Blogs do have power, but it’s real power lies in how the message is dispatched, not necessarily what its message contains. Blogs did not create the political polarization existing in North American today; however, they do serve as a barometer for what the average individual is thinking and feeling, in the here and now, be it good, bad or downright stupid. We may not like everything we read on political blogs, or blogs in general, but it’s still worthwhile to know what others are thinking. And all it takes is a click of a mouse to find out.
With a newspaper, however, we know what a few people are thinking, and somehow these few people are supposed to represent the general consensus of everyone across the country. Not helping the situation is the fact that over the years independent newspapers have continually decreased in numbers, and those left standing are being bought out by large multi-national conglomerates. As the number of independent papers decrease, editorial opinion becomes less diversified, so that very often a city will have one right-wing, and one left-wing publication. Sound familiar?

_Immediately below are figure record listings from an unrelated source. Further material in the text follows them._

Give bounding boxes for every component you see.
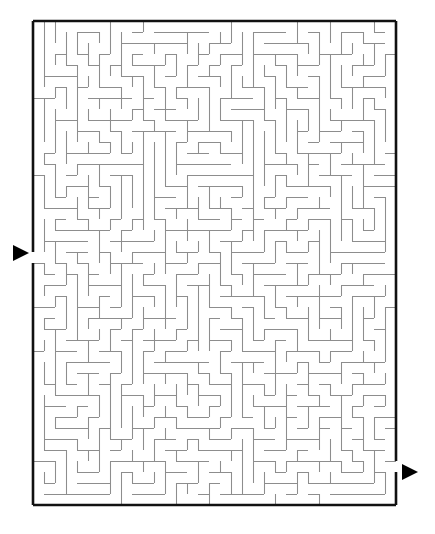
start-arrow [12, 244, 30, 262]
finish-arrow [401, 463, 419, 481]
maze-figure [0, 0, 435, 534]
maze-grid [0, 0, 435, 534]
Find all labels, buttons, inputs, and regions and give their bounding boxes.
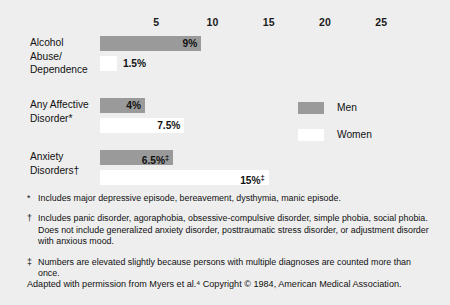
- bar-group: AlcoholAbuse/Dependence9%1.5%: [0, 36, 450, 71]
- legend-swatch-women: [298, 129, 324, 141]
- legend-label: Women: [337, 129, 372, 140]
- bar-value-footnote-marker: ‡: [165, 153, 169, 162]
- footnotes-block: *Includes major depressive episode, bere…: [27, 193, 429, 288]
- footnote-text: Includes panic disorder, agoraphobia, ob…: [38, 213, 429, 246]
- bar-value-text: 6.5%: [142, 155, 165, 166]
- bar-value-text: 7.5%: [157, 120, 180, 131]
- bar-value-text: 4%: [126, 100, 141, 111]
- footnote-marker: †: [27, 213, 32, 224]
- legend-swatch-men: [298, 102, 324, 114]
- category-label-line: Alcohol: [30, 36, 98, 50]
- category-label-line: Anxiety: [30, 150, 98, 164]
- category-label-line: Any Affective: [30, 98, 98, 112]
- bar-value-text: 15%: [240, 175, 260, 186]
- footnote-marker: *: [27, 193, 30, 204]
- bar-track: 15%‡: [100, 170, 393, 185]
- plot-area: AlcoholAbuse/Dependence9%1.5%Any Affecti…: [0, 0, 450, 190]
- footnote: *Includes major depressive episode, bere…: [27, 193, 429, 204]
- category-label: Any AffectiveDisorder*: [30, 98, 98, 125]
- bar-women: [100, 56, 117, 71]
- bar-value-text: 9%: [183, 38, 198, 49]
- category-label: AlcoholAbuse/Dependence: [30, 36, 98, 77]
- bar-chart-figure: 510152025 AlcoholAbuse/Dependence9%1.5%A…: [0, 0, 450, 305]
- legend-item: Women: [298, 127, 418, 142]
- bar-value-label: 4%: [113, 98, 141, 113]
- bar-value-label: 1.5%: [123, 56, 146, 71]
- legend-label: Men: [337, 102, 357, 113]
- footnote-text: Includes major depressive episode, berea…: [38, 193, 341, 203]
- footnote-text: Numbers are elevated slightly because pe…: [38, 257, 411, 278]
- footnote: †Includes panic disorder, agoraphobia, o…: [27, 213, 429, 247]
- bar-track: 1.5%: [100, 56, 393, 71]
- bar-value-label: 7.5%: [152, 118, 180, 133]
- bar-value-label: 9%: [169, 36, 197, 51]
- bar-value-text: 1.5%: [123, 58, 146, 69]
- category-label-line: Disorder*: [30, 112, 98, 126]
- source-attribution: Adapted with permission from Myers et al…: [27, 278, 437, 290]
- footnote: ‡Numbers are elevated slightly because p…: [27, 257, 429, 280]
- legend-item: Men: [298, 100, 418, 115]
- bar-track: 9%: [100, 36, 393, 51]
- bar-value-label: 15%‡: [231, 170, 265, 185]
- category-label-line: Abuse/: [30, 50, 98, 64]
- bar-group: AnxietyDisorders†6.5%‡15%‡: [0, 150, 450, 185]
- category-label-line: Dependence: [30, 63, 98, 77]
- bar-value-footnote-marker: ‡: [261, 173, 265, 182]
- footnote-marker: ‡: [27, 257, 32, 268]
- category-label-line: Disorders†: [30, 164, 98, 178]
- chart-legend: MenWomen: [298, 100, 418, 154]
- bar-value-label: 6.5%‡: [135, 150, 169, 165]
- category-label: AnxietyDisorders†: [30, 150, 98, 177]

Added to this lack of unique opinion is a newspaper’s inability to elicit instant feedback from a multitude of readers. You can read an editorial, and after waiting 24 hours, you may be lucky enough to find one or two letters to the editor, based on that article. Letters that have been chosen by an editor based on his own biases, who also has to appease the corporate executives who own the publication and who sign his paycheque. It would be wonderful to believe, as Mr. Radwanski does, that “a newspaper can be liberal or conservative in its editorial stance, but there simply aren’t enough ideologues in any given city for it to be sustainable as a one-side pamphlet”, but in this ever-changing climate of corporate control over the media, that viewpoint seems terribly naive.
At the very beginning of Eugene Jarecki’s documentary Why We Fight, the viewer is introduced to old film footage of President Dwight D. Eisenhower in his Farewell Address to the Nation given January 17, 1961. In his address, Eisenhower cautions the people of the United States about the insidious power and influence of the military-industrial complex, referring to the collusion amongst the military, defense contractors, and Congress in order to promote the military industry.
Were Eisenhower around today, I wonder if perhaps he might have coined the phrase media-industrial complex, in response to the domination of the media by only a handful of multi-national conglomerates. Be it television, print, or radio, I think it’s safe to say that somebody else is determining the content of what we see, read, or hear. The rise of the political blog is a visceral reaction to this media behemoth that does not care about individual thought and opinion. If you have access to the Internet, you can start a blog, and immediately reach out to others. You don’t have to be powerful, or rich, or know the right people. You can’t be refused a blog based on your looks, weight, race or religion. As a blogger, you are free to express whatever is on your mind, unfettered by the pressures of large corporations or editors with biases. The blogger is beholden to no one. Blogs are the ultimate equalizer – the proletariat’s online playground. So in that respect, though bloggers may be divided in their political views, they are all united in the desire and need to speak freely, and be heard.